Saved entries
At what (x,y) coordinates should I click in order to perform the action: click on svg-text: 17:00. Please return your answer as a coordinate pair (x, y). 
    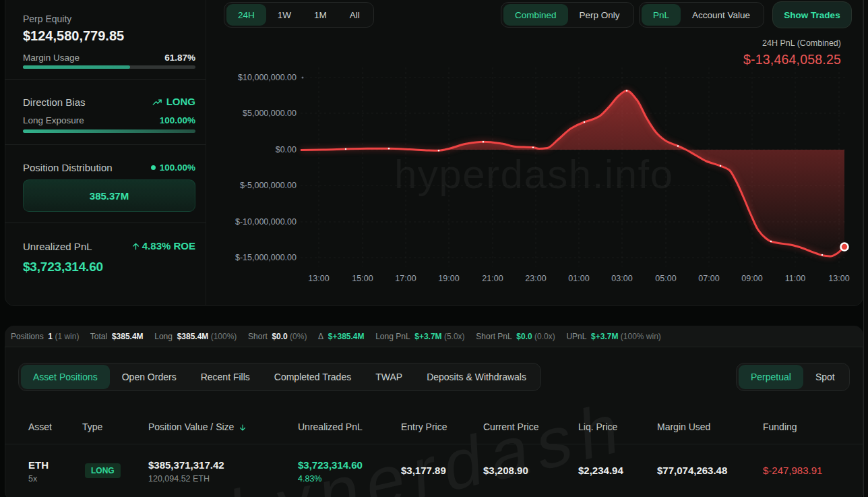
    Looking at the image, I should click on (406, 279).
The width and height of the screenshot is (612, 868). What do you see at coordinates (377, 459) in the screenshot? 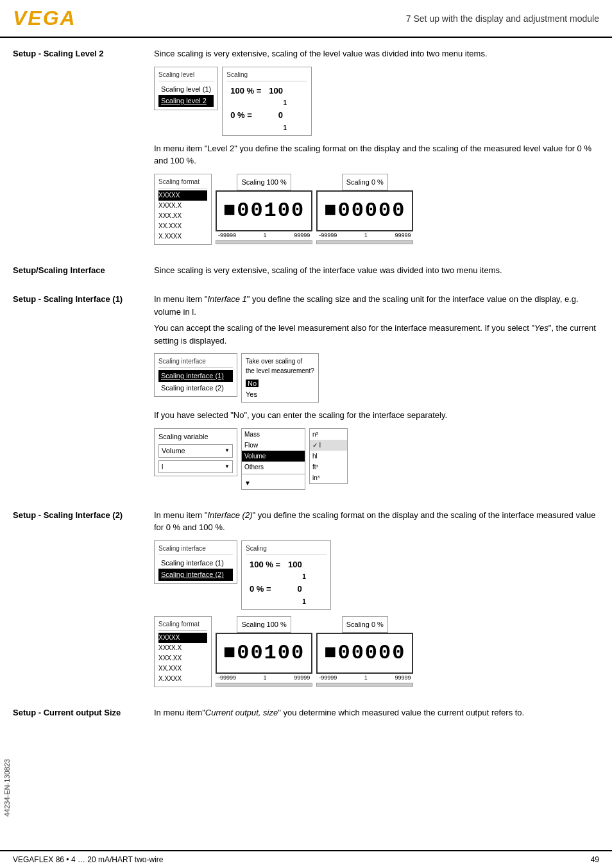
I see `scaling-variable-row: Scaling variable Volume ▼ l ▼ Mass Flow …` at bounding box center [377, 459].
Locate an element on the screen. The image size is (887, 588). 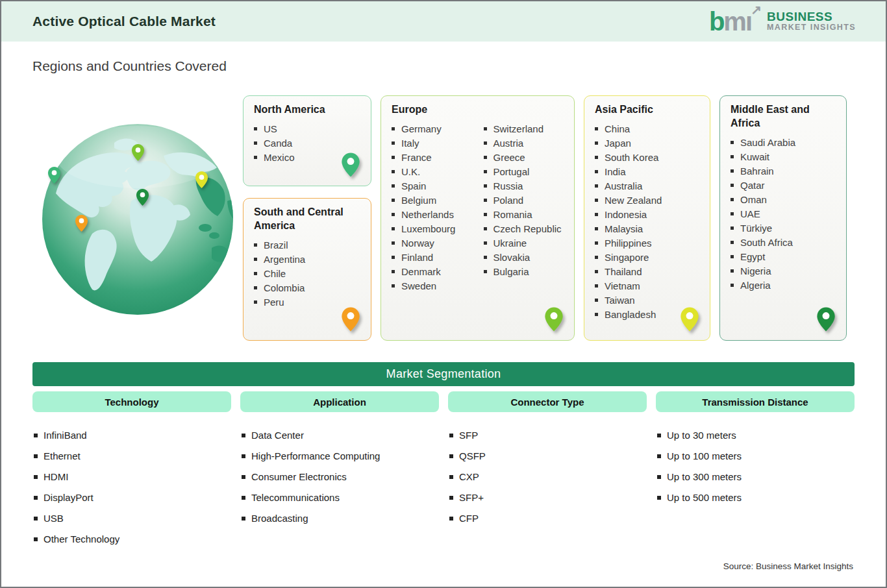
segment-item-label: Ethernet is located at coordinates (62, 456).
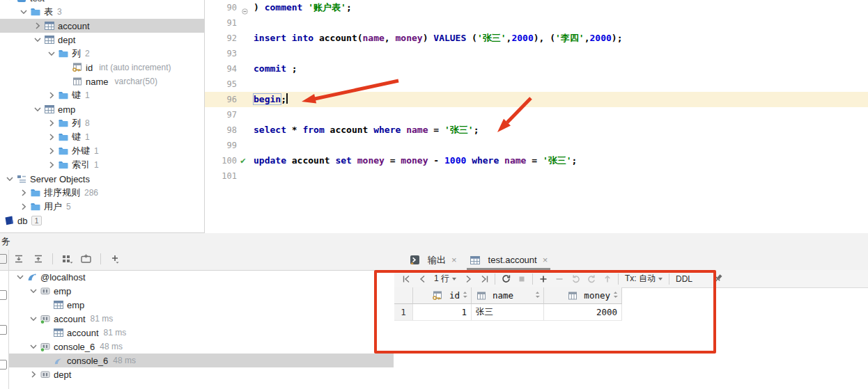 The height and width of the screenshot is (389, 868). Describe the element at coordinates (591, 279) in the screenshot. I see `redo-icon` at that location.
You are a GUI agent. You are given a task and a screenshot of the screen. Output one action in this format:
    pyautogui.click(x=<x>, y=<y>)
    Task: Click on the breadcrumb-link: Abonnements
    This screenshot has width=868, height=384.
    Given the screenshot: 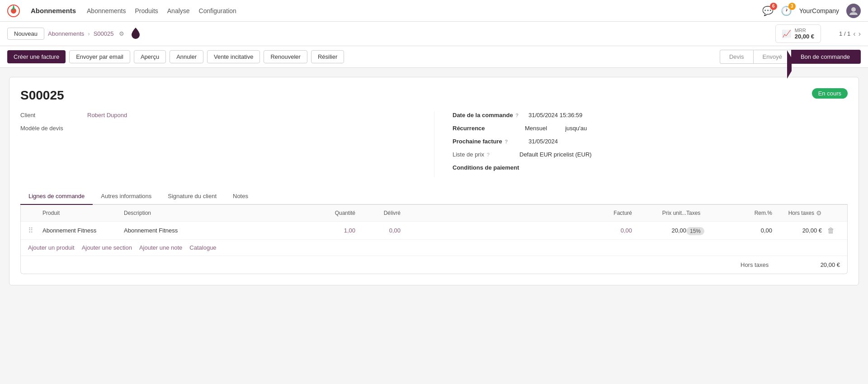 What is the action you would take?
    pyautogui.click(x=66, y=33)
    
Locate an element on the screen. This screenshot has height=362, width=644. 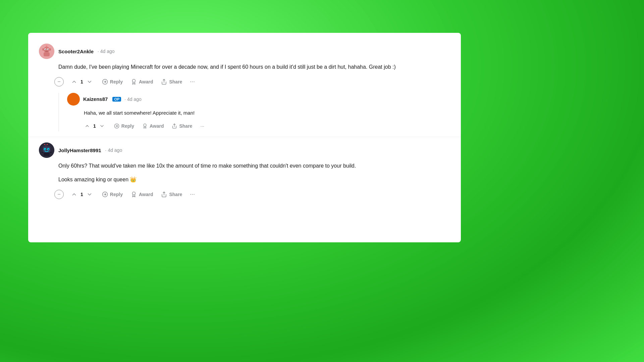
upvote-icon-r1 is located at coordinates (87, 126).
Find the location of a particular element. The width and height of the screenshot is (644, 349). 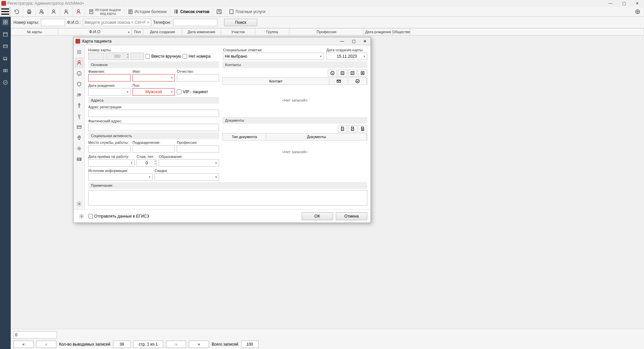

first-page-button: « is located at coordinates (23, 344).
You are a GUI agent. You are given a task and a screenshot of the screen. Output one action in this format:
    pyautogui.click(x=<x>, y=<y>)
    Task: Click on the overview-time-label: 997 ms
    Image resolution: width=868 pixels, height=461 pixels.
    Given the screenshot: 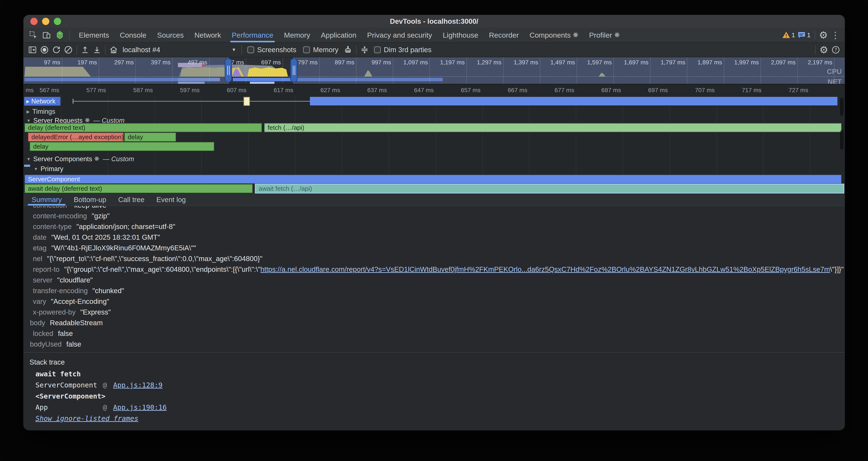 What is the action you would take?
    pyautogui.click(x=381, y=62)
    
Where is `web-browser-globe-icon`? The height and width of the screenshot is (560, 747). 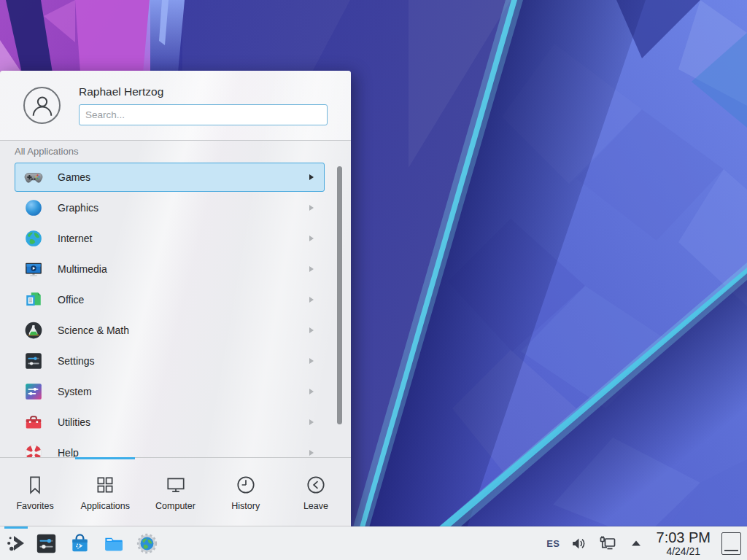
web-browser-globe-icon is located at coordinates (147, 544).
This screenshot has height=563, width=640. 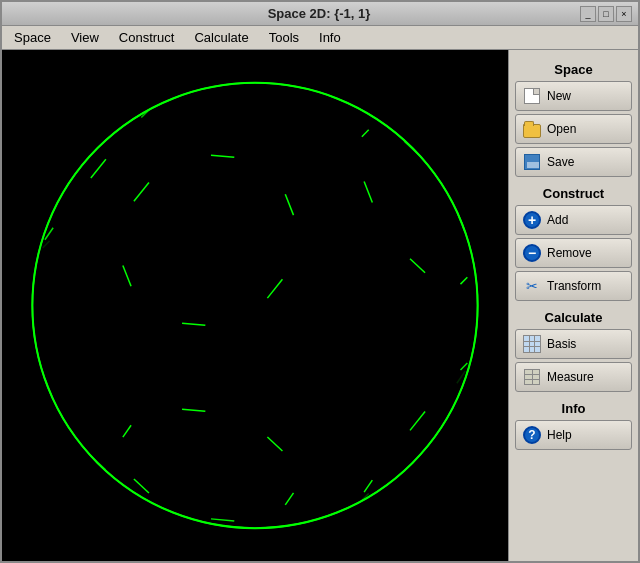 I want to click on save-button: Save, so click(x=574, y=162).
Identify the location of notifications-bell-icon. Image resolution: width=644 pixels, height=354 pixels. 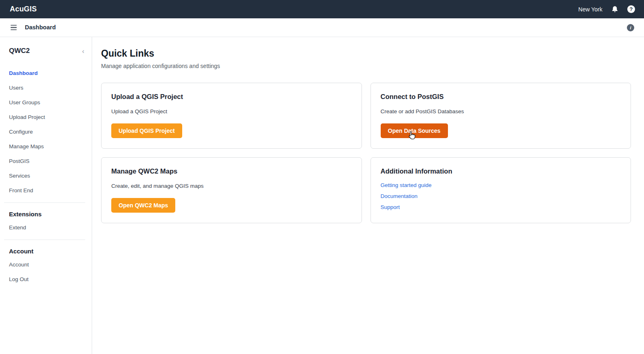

• **The task**
Retype the records above word for word, from their first line through the line containing "This screenshot has width=868, height=384.", and leave out every picture.

• **The answer**
At what (x,y) coordinates should I click in order to perform the action: click on svg-text: 17:00. Please return your answer as a coordinate pair (x, y). 
    Looking at the image, I should click on (406, 279).
The width and height of the screenshot is (612, 868). What do you see at coordinates (377, 459) in the screenshot? 
I see `scaling-variable-row: Scaling variable Volume ▼ l ▼ Mass Flow …` at bounding box center [377, 459].
Locate an element on the screen. The image size is (887, 588). 
segment-item-label: Ethernet is located at coordinates (62, 456).
 The height and width of the screenshot is (389, 868). Describe the element at coordinates (591, 279) in the screenshot. I see `redo-icon` at that location.
You are a GUI agent. You are given a task and a screenshot of the screen. Output one action in this format:
    pyautogui.click(x=<x>, y=<y>)
    Task: Click on the breadcrumb-link: Abonnements
    This screenshot has width=868, height=384.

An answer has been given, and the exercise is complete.